Reports circulated in the last few months that between 3,000 and 20,000 U.S. troops, mainly Special Forces, CIA contingents, drone operators, and contractors of various kinds, will remain after 2014. The main air cover is expected to come from Navy aircraft carriers probably stationed in the Arabian Sea or Indian Ocean. Drones are expected to play a major role in battle as well as surveillance. Last year, there were some 400 drone attacks in Afghanistan, and that number is expected to continue increasing.

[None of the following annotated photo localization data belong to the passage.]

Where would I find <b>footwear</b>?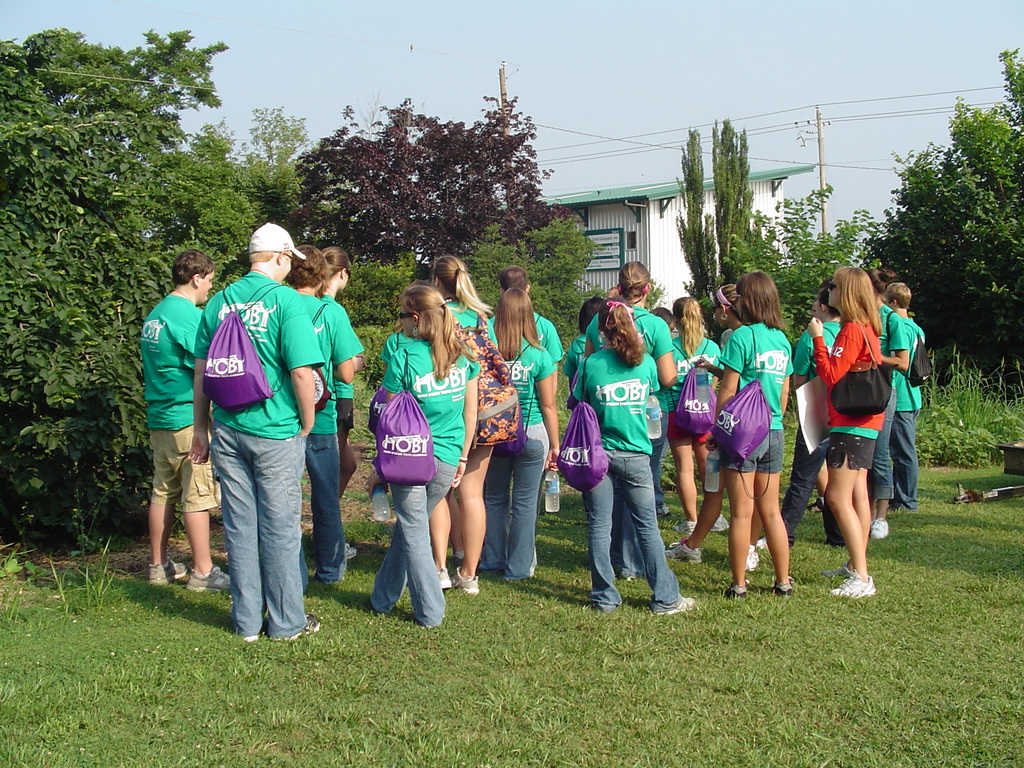
At 662:596:692:612.
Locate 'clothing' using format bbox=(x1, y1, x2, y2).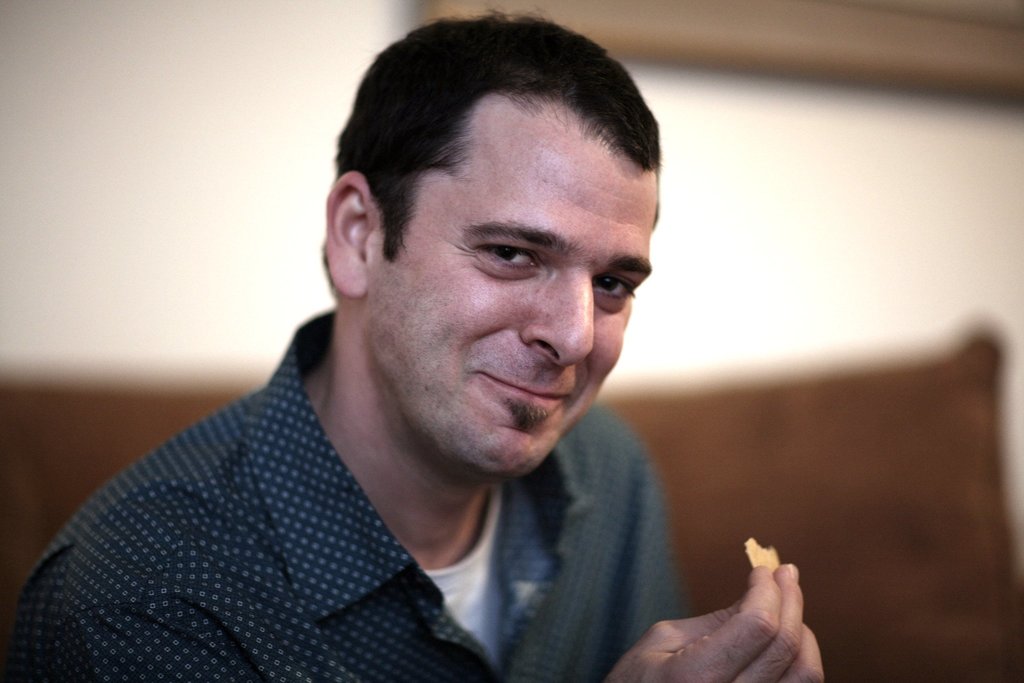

The New York Times reported Jan. 3 that “Gen. John R. Allen, the senior American commander in Afghanistan, has submitted military options to the Pentagon that would keep 6,000 to 20,000 American troops in Afghanistan after 2014…. With 6,000 troops, defense officials said, the American mission would largely be a counterterrorism fight of Special Operations commandos who would hunt down insurgents. There would be limited logistical support and training for Afghan security forces. With 10,000 troops, the United States would expand training of Afghan security forces. With 20,000 troops, the Obama administration would add some conventional Army forces to patrol in limited areas.”

The May 11 New York Times reported that “The Obama administration has yet to decide how large a force it would like to keep in Afghanistan, but administration officials have signaled that it is unlikely to total more than 10,000 service members. They said it was more important now to hash out a range of issues, like whether American troops would continue to have legal immunity in Afghanistan after next year, than to talk about the specifics of where troops would be based.”

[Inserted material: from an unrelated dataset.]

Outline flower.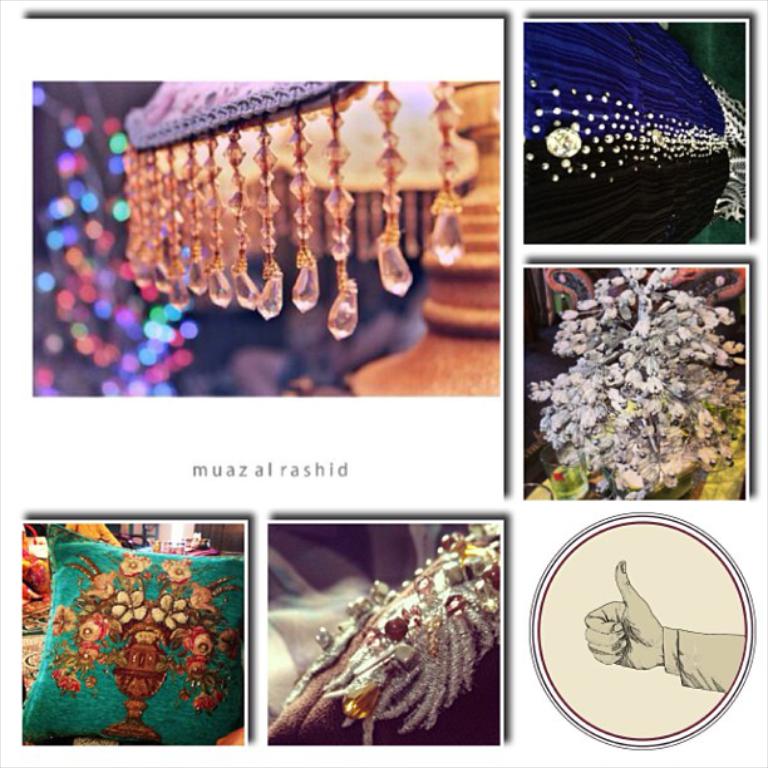
Outline: 189:634:212:656.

The big remaining issue is immunity for U.S. personnel. Our guess is that, unlike in Iraq — where conditions are far different — Washington will find a way around the issue. It is difficult to see how the Kabul government of Karzai or his successor in next year’s elections can survive for long without substantial American financial support for a prolonged period.

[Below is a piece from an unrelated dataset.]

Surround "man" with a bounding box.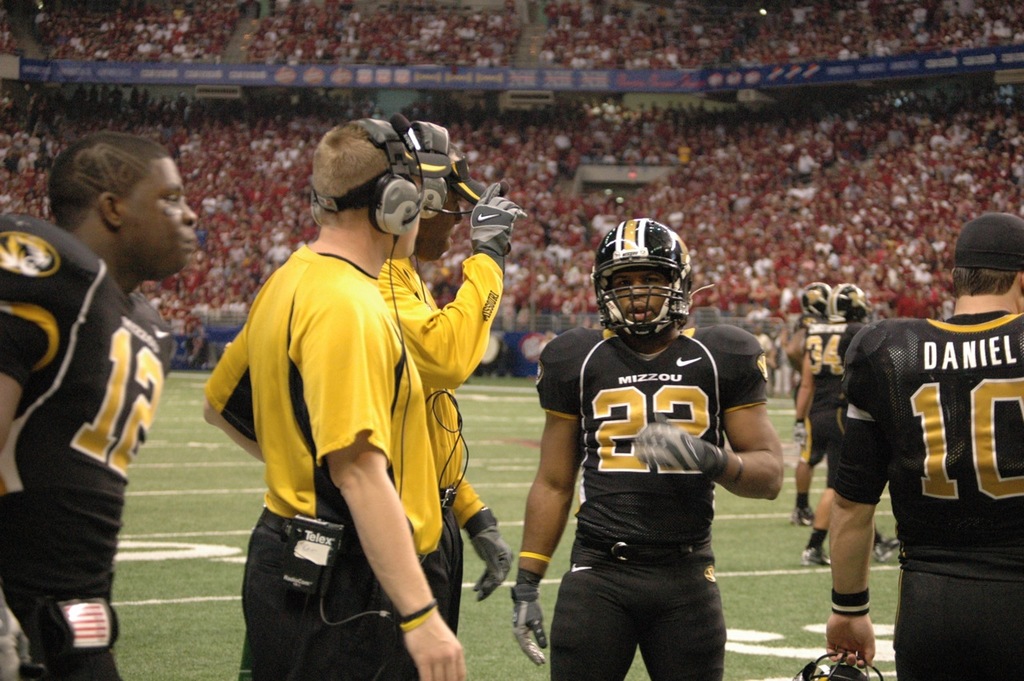
left=506, top=214, right=784, bottom=680.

American forces are engaged in Obama’s drone wars in western Pakistan, Yemen, Somalia and soon Africa. Regime change in Libya would not have occurred had the Obama Administration refused to participate. President Obama has been fanning the flames of regime change in Syria for nearly two years, and now he’s about to up the ante. He’s strangling Iran with unjust sanctions and keeps warning that war is possible. He calls Hezbollah, the Shia self-defense organization in Lebanon, a terrorist organization, as he does Hamas in Gaza, the victim of overwhelming Israeli hatred and violence. And now Obama is moving more military power to East Asia to confront China.

If George W. Bush was in the White House today, a huge American peace movement would be out on the streets demanding an end to America’s endless immoral wars. But now a Democrat officiates in the Oval Office, his Nobel Peace Prize wisely hidden in a dark closet lest his militarist propensities provoke an unseemly contrast.

Obama’s many wars are but extensions of Bush’s wars plus killer drones, but the great majority of Americans either seem to have forgotten or simply don’t care about the wars, even though their tax money will amount to $80 billion for Afghanistan in fiscal 2014. Meanwhile, Pentagon generals anticipate various new wars of one kind or another well into the future. The battle against al-Qaeda is expected to last 20 more years. The world has become America’s battlefield.

Afghanistan? Didn’t we have a war there once? Oh, that’s right, it ended when we got rid of Bush, didn’t it?